Threads & Interprocess Communication
A real testbench has a generator, a driver, a monitor, a scoreboard, and a
coverage collector — all running at once. SystemVerilog spawns them with
fork, coordinates them with events, semaphores, and mailboxes.
The three joins
A fork…join block spawns its contained statements as concurrent
threads and the parent blocks until all children complete.
join_any returns to the parent as soon as the first
child completes, leaving the others running. join_none returns
immediately, allowing the parent to proceed while all children run in the
background. The three variants map cleanly onto "barrier", "race", and
"spawn-and-go".
join waits for all.join_any waits for one.join_none waits for none.
Advanced OOP.
Inheritance, polymorphism, callbacks, and the factory pattern — the four mechanisms that let you extend a testbench without editing the shared environment that dozens of other engineers depend on.
Inheritance & virtual methods
A derived class extends a base class, inheriting its members and
adding or overriding as needed. For the override to take effect through a
base-class handle, the base method must be declared virtual.
Without it, a call through a base-class handle dispatches to the base
implementation — defeating the entire point of the type hierarchy.
A method must be declared virtual to dispatch polymorphically. Without it, the compiler binds the call at the declared-type of the handle.
Functional Coverage.
"We ran a million cycles" is not a verification deliverable. Functional coverage converts cycles into a map — what interesting combinations the stimulus actually exercised — and hands you the map with the blank spots circled.
covergroup & coverpoint
A covergroup is a sampling construct — a named collection of
coverpoints that fire either automatically on a clock event or explicitly
via .sample(). Each coverpoint is a variable or
expression whose observed values are to be tracked. Without explicit bins,
a coverpoint creates automatic bins: one per enum value for enum
types; otherwise up to auto_bin_max (default 64) ranges
spanning the type.
Random tests answer "what happened?" Coverage answers "was it interesting?"
Advanced Interfaces.
Classes live in packages; physical interfaces live in module hierarchy. The virtual interface is the connector.
The problem
A class cannot instantiate a module or an interface — those are elaboration-time constructs, not runtime objects. But a class-based driver absolutely must be able to drive signals into the DUT. The virtual interface resolves the impasse: it is a class-compatible variable that points at a physical interface instance. The test's top module constructs the real interface, then passes a handle to it into the class-based environment.
A handle-like reference to a physical interface instance. The bridge between a class-based testbench and hierarchical RTL signals.
A Complete Testbench.
The manual's penultimate chapter stitches everything together into a production-shaped testbench — generator, driver, monitor, scoreboard, coverage — for an ATM router DUT.
The architecture
At the top: a test class that configures and launches the environment.
The environment contains a generator (produces Transaction
objects), a driver (converts them to signal activity via a virtual interface),
a monitor (watches the DUT outputs and reconstructs transactions), a
scoreboard (compares expected against actual), and a coverage collector
(samples every observed transaction).
Every component you have met now fits into a single, extendable structure.
Interfacing with C / C++.
Some things are already written in C. A reference model, a math library, a software driver. The DPI lets you call them from SystemVerilog — and lets C call back into SystemVerilog — without the ceremony of PLI or VPI.
Import & export
An imported DPI routine is a C/C++ function that SystemVerilog may call as if it were a native task or function. An exported routine is the reverse — a SystemVerilog task or function that the C side may call back. Together they form a bidirectional bridge.
Direct Programming Interface — a foreign-function bridge that calls straight into native code. No PLI, no VPI.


■ TO DO ■
What is needed is an exact copy of the entries below, with every picture left out.
○ ○ ○ ○
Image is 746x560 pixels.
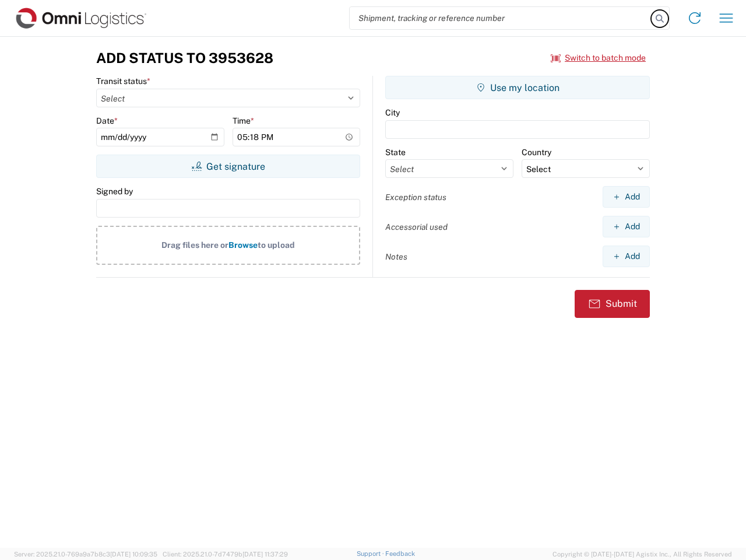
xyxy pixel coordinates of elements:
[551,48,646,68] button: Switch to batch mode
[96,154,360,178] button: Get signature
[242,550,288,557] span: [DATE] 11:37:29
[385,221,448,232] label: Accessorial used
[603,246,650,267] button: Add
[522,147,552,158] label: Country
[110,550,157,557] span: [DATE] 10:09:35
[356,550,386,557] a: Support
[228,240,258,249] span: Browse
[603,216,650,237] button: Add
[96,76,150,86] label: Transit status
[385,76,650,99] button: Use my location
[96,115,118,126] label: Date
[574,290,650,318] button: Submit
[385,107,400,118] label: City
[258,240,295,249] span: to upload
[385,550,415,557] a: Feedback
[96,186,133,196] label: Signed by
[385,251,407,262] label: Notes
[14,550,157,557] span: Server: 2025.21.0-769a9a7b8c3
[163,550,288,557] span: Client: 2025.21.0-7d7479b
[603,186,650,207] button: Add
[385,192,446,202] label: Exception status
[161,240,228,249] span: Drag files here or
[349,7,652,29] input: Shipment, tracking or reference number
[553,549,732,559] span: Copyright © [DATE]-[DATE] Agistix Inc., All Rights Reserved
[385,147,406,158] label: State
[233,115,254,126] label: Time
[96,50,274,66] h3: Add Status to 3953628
○ ○ ○ ○
■ RESPONSE ■
Image is 746x560 pixels.
xyxy pixel coordinates of elements:
[551,48,646,68] button: Switch to batch mode
[96,154,360,178] button: Get signature
[242,550,288,557] span: [DATE] 11:37:29
[385,221,448,232] label: Accessorial used
[603,246,650,267] button: Add
[522,147,552,158] label: Country
[110,550,157,557] span: [DATE] 10:09:35
[356,550,386,557] a: Support
[228,240,258,249] span: Browse
[603,216,650,237] button: Add
[96,76,150,86] label: Transit status
[385,76,650,99] button: Use my location
[96,115,118,126] label: Date
[574,290,650,318] button: Submit
[385,107,400,118] label: City
[258,240,295,249] span: to upload
[385,550,415,557] a: Feedback
[96,186,133,196] label: Signed by
[385,251,407,262] label: Notes
[14,550,157,557] span: Server: 2025.21.0-769a9a7b8c3
[163,550,288,557] span: Client: 2025.21.0-7d7479b
[603,186,650,207] button: Add
[385,192,446,202] label: Exception status
[161,240,228,249] span: Drag files here or
[349,7,652,29] input: Shipment, tracking or reference number
[553,549,732,559] span: Copyright © [DATE]-[DATE] Agistix Inc., All Rights Reserved
[385,147,406,158] label: State
[233,115,254,126] label: Time
[96,50,274,66] h3: Add Status to 3953628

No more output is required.